A Survey of Human Disease Gene Counterparts in the Drosophila Genome

Abstract
The core component of our survey is a list of 287 human disease genes representing several different classes of diseases, including cancer, neurological diseases, cardiovascular diseases, malformation syndromes, hematological, immune, endocrine, renal, and metabolic disorders (Table 1). This list was compiled by scanning the Online Mendelian Inheritance in Man database (OMIM; http://www.ncbi.nlm.nih.gov/omim/) as well as medical textbooks and review articles listing classes of human disease genes. The criterion for inclusion in the final list was that the human gene must actually be mutated, altered, amplified, or deleted in human subjects with the disease. From our initial set of >800 human genes associated with diseases, over half were eliminated because they did not meet this criterion.

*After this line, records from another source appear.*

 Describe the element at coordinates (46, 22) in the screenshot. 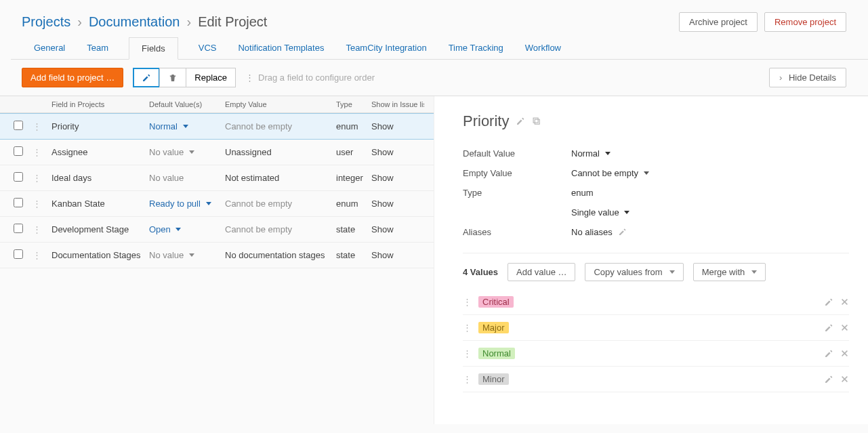

I see `breadcrumb-projects: Projects` at that location.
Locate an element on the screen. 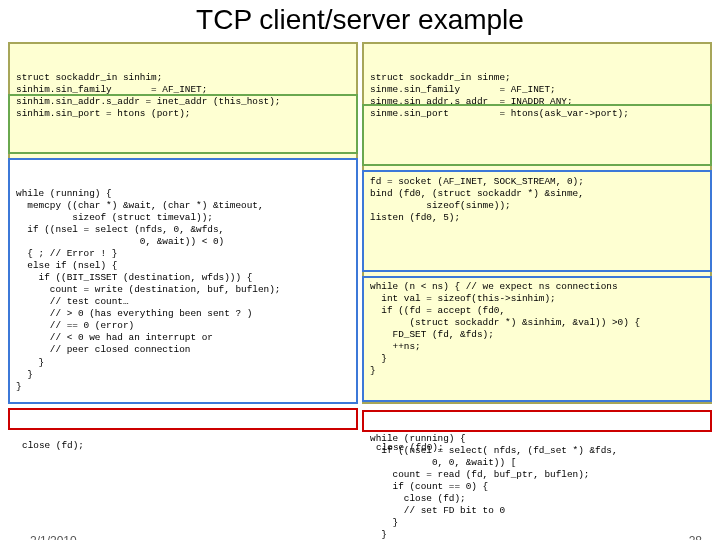 This screenshot has width=720, height=540. server-close-code: close (fd0); is located at coordinates (537, 448).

Genes potentially linked to a human disease solely by cell culture experiments, yeast two-hybrid interaction screens, model organism studies, or similar approaches were excluded from our analysis. Each human disease gene on the final list was confirmed by checking OMIM or published literature sources, and was placed in the most relevant disease category on the list. For human disease genes in which different paralogs have been associated with disease, such as Ras family members, rhodopsins, and some HOX and PAX gene family members, a single example was chosen to represent the group and redundant paralogs were eliminated from the list. In some cases, assignment of a gene to a particular category was somewhat arbitrary, since altered gene function may result in different diseases or a syndrome characterized by multiple organ involvement or a complex pathophysiology. For example, human Notch gene mutations cause both cancer (Notch1 rearrangements in T cell acute lymphoblastic leukemia) and neurological disease (Notch3 point mutations in CADASIL). The final list of 287 human disease genes is not meant to be comprehensive; in fact, there are currently estimated to be 1,000 human disease genes defined by at least one allelic variant each (Antonarakis and McKusick 2000). However, our list does represent a large set of genes mutated in a wide variety of human diseases, adjusted to prevent biasing the survey towards certain common gene families.